Self-hosting ChartBrew carries genuine operational overhead. The stack requires MySQL or PostgreSQL (version 12.5+ for Postgres, version 5+ for MySQL), Redis 6+, and Node.js 22 — all of which need to be provisioned, monitored, backed up, and patched independently. The recommended deployment path is Docker Compose, and a one-click DigitalOcean Marketplace droplet is available for teams who want a faster start. However, you are fully responsible for uptime, database migrations (managed through Umzug/Sequelize), SSL termination, secret rotation (ChartBrew uses AES-256 encryption for connection credentials and requires a 32-byte key you generate and manage), and scaling the BullMQ worker layer when scheduled job volume grows. The application has no built-in high-availability mode for the scheduler or cache, so Redis and database redundancy must be arranged at the infrastructure level.

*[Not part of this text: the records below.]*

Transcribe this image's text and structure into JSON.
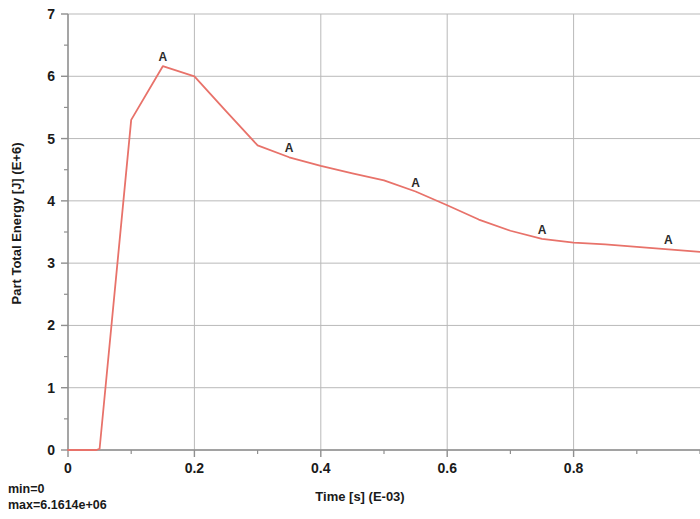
{
  "chart_data": {
    "type": "line",
    "title": "",
    "xlabel": "Time [s] (E-03)",
    "ylabel": "Part Total Energy [J] (E+6)",
    "xlim": [
      0,
      1.0
    ],
    "ylim": [
      0,
      7
    ],
    "x_ticks": [
      0,
      0.2,
      0.4,
      0.6,
      0.8
    ],
    "x_tick_labels": [
      "0",
      "0.2",
      "0.4",
      "0.6",
      "0.8"
    ],
    "x_minor_step": 0.1,
    "y_ticks": [
      0,
      1,
      2,
      3,
      4,
      5,
      6,
      7
    ],
    "y_tick_labels": [
      "0",
      "1",
      "2",
      "3",
      "4",
      "5",
      "6",
      "7"
    ],
    "y_minor_step": 0.5,
    "grid": "major-xy",
    "legend": "none",
    "line_color": "#e8726a",
    "series": [
      {
        "name": "A",
        "marker_label": "A",
        "marker_x": [
          0.15,
          0.35,
          0.55,
          0.75,
          0.95
        ],
        "x": [
          0.0,
          0.045,
          0.05,
          0.1,
          0.15,
          0.2,
          0.25,
          0.3,
          0.35,
          0.4,
          0.45,
          0.5,
          0.55,
          0.6,
          0.65,
          0.7,
          0.75,
          0.8,
          0.85,
          0.9,
          0.95,
          1.0
        ],
        "values": [
          0.0,
          0.0,
          0.02,
          5.3,
          6.1614,
          6.0,
          5.44,
          4.89,
          4.7,
          4.56,
          4.44,
          4.33,
          4.15,
          3.93,
          3.7,
          3.52,
          3.39,
          3.33,
          3.3,
          3.26,
          3.22,
          3.18
        ]
      }
    ],
    "annotations": {
      "min_label": "min=0",
      "max_label": "max=6.1614e+06"
    }
  },
  "axes": {
    "y_title": "Part Total Energy [J] (E+6)",
    "x_title": "Time [s] (E-03)"
  },
  "footer": {
    "min_text": "min=0",
    "max_text": "max=6.1614e+06"
  }
}
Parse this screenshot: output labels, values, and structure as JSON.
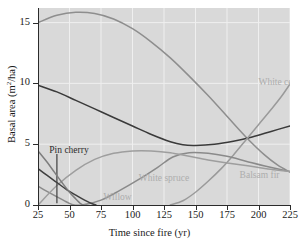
{
  "chart_data": {
    "type": "line",
    "title": "",
    "xlabel": "Time since fire (yr)",
    "ylabel": "Basal area (m2/ha)",
    "ylabel_parts": {
      "pre": "Basal area (m",
      "sup": "2",
      "post": "/ha)"
    },
    "xlim": [
      25,
      225
    ],
    "ylim": [
      0,
      16.2
    ],
    "xticks": [
      25,
      50,
      75,
      100,
      125,
      150,
      175,
      200,
      225
    ],
    "yticks": [
      0,
      5,
      10,
      15
    ],
    "grid": true,
    "grid_color": "#efefef",
    "plot_background": "#d9d9d9",
    "legend": "inline-labels",
    "series": [
      {
        "name": "Trembling aspen",
        "color": "#8e8e8e",
        "label_x": 62,
        "label_y": 60,
        "points": [
          [
            25,
            15.0
          ],
          [
            40,
            15.6
          ],
          [
            55,
            15.85
          ],
          [
            70,
            15.75
          ],
          [
            85,
            15.3
          ],
          [
            100,
            14.5
          ],
          [
            115,
            13.4
          ],
          [
            130,
            12.1
          ],
          [
            145,
            10.6
          ],
          [
            160,
            9.0
          ],
          [
            175,
            7.3
          ],
          [
            190,
            5.6
          ],
          [
            205,
            4.1
          ],
          [
            215,
            3.3
          ],
          [
            225,
            2.7
          ]
        ]
      },
      {
        "name": "Paper birch",
        "color": "#3a3a3a",
        "label_x": 70,
        "label_y": 95,
        "points": [
          [
            25,
            9.85
          ],
          [
            40,
            9.3
          ],
          [
            55,
            8.6
          ],
          [
            70,
            7.9
          ],
          [
            85,
            7.2
          ],
          [
            100,
            6.5
          ],
          [
            115,
            5.8
          ],
          [
            130,
            5.2
          ],
          [
            140,
            4.95
          ],
          [
            150,
            4.9
          ],
          [
            165,
            5.0
          ],
          [
            180,
            5.25
          ],
          [
            195,
            5.6
          ],
          [
            210,
            6.05
          ],
          [
            225,
            6.5
          ]
        ]
      },
      {
        "name": "White cedar",
        "color": "#9a9a9a",
        "label_x": 200,
        "label_y": 10.05,
        "points": [
          [
            130,
            0.0
          ],
          [
            140,
            0.35
          ],
          [
            150,
            1.05
          ],
          [
            160,
            1.95
          ],
          [
            170,
            2.95
          ],
          [
            180,
            4.1
          ],
          [
            190,
            5.35
          ],
          [
            200,
            6.6
          ],
          [
            210,
            7.85
          ],
          [
            218,
            8.9
          ],
          [
            225,
            9.95
          ]
        ]
      },
      {
        "name": "Balsam fir",
        "color": "#8a8a8a",
        "label_x": 185,
        "label_y": 2.35,
        "points": [
          [
            25,
            1.55
          ],
          [
            35,
            0.95
          ],
          [
            45,
            0.4
          ],
          [
            52,
            0.05
          ],
          [
            60,
            0.0
          ],
          [
            75,
            0.4
          ],
          [
            90,
            1.2
          ],
          [
            105,
            2.1
          ],
          [
            120,
            3.1
          ],
          [
            132,
            3.95
          ],
          [
            145,
            4.3
          ],
          [
            160,
            4.25
          ],
          [
            175,
            4.0
          ],
          [
            190,
            3.6
          ],
          [
            205,
            3.2
          ],
          [
            225,
            2.75
          ]
        ]
      },
      {
        "name": "White spruce",
        "color": "#9e9e9e",
        "label_x": 105,
        "label_y": 2.15,
        "points": [
          [
            25,
            0.0
          ],
          [
            40,
            1.6
          ],
          [
            55,
            2.85
          ],
          [
            70,
            3.75
          ],
          [
            85,
            4.25
          ],
          [
            100,
            4.45
          ],
          [
            115,
            4.45
          ],
          [
            130,
            4.3
          ],
          [
            145,
            4.0
          ],
          [
            160,
            3.7
          ],
          [
            175,
            3.45
          ],
          [
            190,
            3.25
          ],
          [
            205,
            3.0
          ],
          [
            225,
            2.75
          ]
        ]
      },
      {
        "name": "Pin cherry",
        "color": "#3f3f3f",
        "label_x": 34,
        "label_y": 4.45,
        "leader": {
          "x": 40,
          "y_top": 4.2,
          "y_bottom": 0.15
        },
        "points": [
          [
            25,
            3.0
          ],
          [
            32,
            2.45
          ],
          [
            40,
            1.85
          ],
          [
            48,
            1.25
          ],
          [
            56,
            0.75
          ],
          [
            62,
            0.4
          ],
          [
            68,
            0.1
          ],
          [
            71,
            0.0
          ]
        ]
      },
      {
        "name": "Willow",
        "color": "#7d7d7d",
        "label_x": 77,
        "label_y": 0.55,
        "points": [
          [
            25,
            4.45
          ],
          [
            32,
            3.55
          ],
          [
            38,
            2.7
          ],
          [
            44,
            1.85
          ],
          [
            50,
            1.05
          ],
          [
            55,
            0.5
          ],
          [
            59,
            0.1
          ],
          [
            61,
            0.0
          ]
        ]
      }
    ]
  }
}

The managed cloud offering at chartbrew.com removes these operational concerns in exchange for a subscription fee. The cloud tier includes managed uptime, automatic upgrades to new versions, built-in backups, and access to ChartBrew support channels. Self-hosters rely on the GitHub issue tracker, Discord community, and the docs at docs.chartbrew.com. The cloud product also gains new features first — particularly the AI assistant capabilities, which require the operator to supply their own OpenAI API key in the self-hosted configuration — so teams that want AI-powered dashboards need to manage that dependency and its associated costs separately.